I told him that if he ever thought my speaking to Juanita could in any way be of help to her, I would do it.

He said that he was sure Juanita did not want to speak to me. If
I
had a need to speak to her, then I could send her an e-mail and ask her, he suggested. He gave me Juanita’s new e-mail address: it was Aura’s name, with numbers. I was using a new e-mail address, too, AUFRA, with some numbers. How alike we are, I thought; in some ways, totally, pathetically alike.

I have no need to speak to Juanita, I said. If it would help her for me to speak with her, I will, that’s all, because Aura would want me to.

But what would I say if I did speak to her? I didn’t kill your daughter. She doesn’t even want to hear that. I did kill your daughter,
I’m sorry. I’m to blame. You were right to accuse me. Would that lighten her suffering?

Is there anything I can say to you, Juanita, that will free you from having to think of me, and from your consuming blame, assuming that is what you do and that it is consuming, and that you do want to be freed from it? Maybe you don’t. Some people need somebody else to blame, as if that’s their one key to sanity, or an incitement to stay alive. But likewise, Juanita, is there anything that I can say that will free me from always having to think about you, that will stop you and your blame from getting between me and Aura, from invading every corner of my mourning?

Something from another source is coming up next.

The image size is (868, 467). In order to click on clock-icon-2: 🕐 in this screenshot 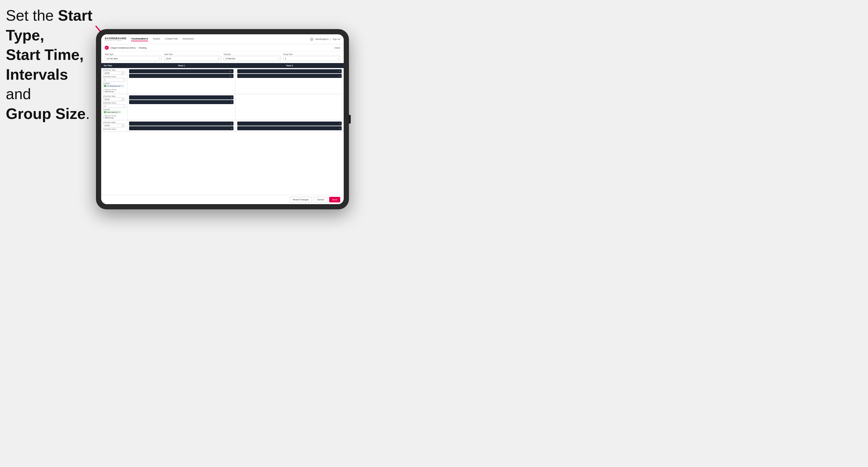, I will do `click(123, 100)`.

Every night I go to bed hoping that this will be one of the nights when I dream about Aura, but sometimes I have nightmares about Juanita instead.

At dinner, Rodrigo let us pass around his cell phone so that we could see pictures of his new girlfriend. She was blonde, maybe a dyed blonde, and looked quite a bit younger than him; in one shot she was entwined in bedsheets, her shoulder bare. He watched us pass his phone around with an expression of priestly solemnity. Good for him, I thought. It’s what a man should be doing after a divorce. He’d scanned and downloaded a few photographs of Aura as a little girl onto his telephone, too, and the next day he e-mailed them to me.

For three summers in a row, Aura and I had given a weekend barbecue on our patio for family and friends. About a hundred burgers each time, plus sausages, ribs, and hot dogs for kids. I did the barbecuing, and Aura and Fabis made everything else, the salads and the fideo seco. Three summers in a row—enough to have established a family tradition of our own, I think. Now, this summer, I would do it on Fabis’s patio, after the memorial service. I invited Rodrigo and Katia. I actually told him to invite Juanita, too, knowing that there was no chance that she would come. He told me that Leopoldo was taking Juanita out of the city for those days.